In 2015 he joined Bethesda Chevy Chase High School where he graduated with a High School Diploma.
At the time of his death, Bagenda was pursuing a degree course in Psychology with a communication major at the University of West Virginia.
His story is a mirror image of a young man killed in a senseless wave of mystery driven by hate and petty crime that has become a hallmark of the US in recent years.
The killings, records suggest, are mostly racial driven and usually target Blacks and Bagenda’s death, although police (US) are still investigating, has hallmarks that raise questions not only among family members but friends and the authorities in the US.
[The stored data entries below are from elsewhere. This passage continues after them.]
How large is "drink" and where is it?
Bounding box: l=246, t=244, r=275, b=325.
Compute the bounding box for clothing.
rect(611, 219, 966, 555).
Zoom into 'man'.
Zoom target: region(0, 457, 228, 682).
Bagenda is the second born of Gordon Sentiba, and Harriet Nanyonjo coming between a brother, Andrew Kakooza and Anne Margret Namatta, the young sister.
In his eulogy, Kakooza said he could not process the fact that Bagenda had died in such a manner.
“It has been a difficult time since I heard the news, we are all saddened ... I don’t know why you passed…,” he said.
Perhaps Kakooza’s question could have been silently ringing in the minds of mourners asking why Bagenda had to die at such a tender age.
Government Chief Whip, Ruth Nankabirwa closed the eulogising session highlighting that although “we walk with death all the time, the minds never prepare to take in the pain when we lose a loved one”.
“That is why we always ask questions and cry ourselves crazy. But crying is good because it relieves the pain within us,” she said.
A few minutes past midday the body was rolled into the church’s hallway where mourners, shaken but eager to have the last view of Bagenda, whipped beads of sweat of their faces in the midday heat.
Many could nolonger hold back tears letting them roll freely down their cheeks as if to release the pain within.
Bagenda’s body lay in a sleek coffee brown coffin with handlers from A-Plus Funeral Management taking charge of the events of the day.
The body was later driven to Kikandwa village in Wakiso District in an A-Plus hearse where he was buried on Saturday.
But after all is done, the mystery surrounding the death of Bagenda remains a puzzle that will only be solved by timely investigations [in US], which the family believes will provide answers to their questions.




Background




Bagenda was born on February 22, 1997.
In 2000 he started school at Kissyfur Kindergarten before moving to Kampala International School in 2004.
In 2008 he left Uganda for the US to study at Westland Middle School in Bethesda, US.
He later joined Bethesda High School in 2015 where he graduated with a High School Diploma.
At the time of his death, Bagenda was pursuing a degree course in Psychology with a communication major at the University of West Virginia.
He is the second born of Gordon Sentiba, and Harriet Nanyonjo coming between a brother and a sister.
He was a lover of sports and his friends told of the his love for football both when he was still living in Uganda and the US.
He was laid to rest on Saturday at his ancestral village in Kikandwa village in Wakiso District.